Oxidation. Fish oil goes rancid. Oxidized oil not only smells unpleasant but may produce adverse effects at high doses — a concern flagged in Healthline’s “How Much Omega-3 Should You Take Per Day?” (updated 2025). The more concentrated the oil, the more important antioxidant protection (typically vitamin E / tocopherols) becomes. When evaluating a high-potency product, look for three things: (1) a TOTOX value at or below 26 on the certificate of analysis (COA), which measures total oxidation — some brands publish these proactively; (2) a freshness date with meaningful shelf life remaining at time of purchase; (3) packaging that limits light exposure, such as dark bottles or blister packs. ConsumerLab’s Fish Oil and Omega-3 Supplements Review (2025 annual report) found that a meaningful percentage of fish oil products on the market exceeded acceptable oxidation benchmarks, with some showing TOTOX values two to three times the recommended ceiling. This is a real-world quality failure documented in third-party testing, not a theoretical concern.

Third-party certification.

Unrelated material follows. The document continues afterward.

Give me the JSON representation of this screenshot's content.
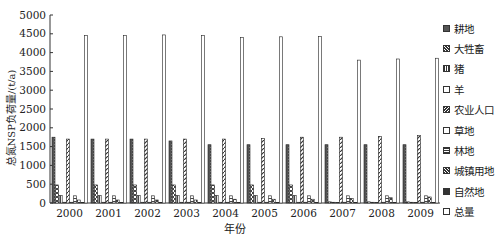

For fish oil specifically, the certifications worth prioritizing are: IFOS (International Fish Oil Standards, run by Nutrasource), which is arguably the most granular for omega-3 products because it includes oxidation markers in addition to contaminant screens; NSF International’s Certified for Sport program, which tests for label accuracy and contaminants including heavy metals, PCBs, and dioxins; and ConsumerLab verification, which tests label accuracy and dissolution. Informed Sport certification is relevant for athletes in tested sports. At minimum, look for one of these marks before buying any high-potency formula — oxidation and contamination risk are not hypothetical at this potency tier.


One More Number Worth Knowing

The omega-3 index — the percentage of EPA+DHA in your red blood cell membranes — is the biomarker that research increasingly ties to cardiovascular and cognitive risk. A value above 8% is considered cardioprotective; the NIH Office of Dietary Supplements’ Omega-3 Fatty Acids Fact Sheet for Health Professionals notes that most Americans test considerably below that range. Getting from a typical baseline into the protective zone generally requires sustained supplementation at the 1,000–2,000 mg EPA+DHA per day range for several months. Home omega-3 index tests are now available from several independent labs for $50–$75 and can serve as a personalized baseline and follow-up metric. If you are investing $40–$60 per month in a high-potency formula, testing your index at baseline and again at three to four months is the most direct way to confirm the supplement is moving your biomarker — which is, ultimately, the outcome you are paying for.

The bottom line: the label says “fish oil.” The research tracks EPA+DHA. Make sure your product, your dose, and your daily pill count are all pointed at the same number.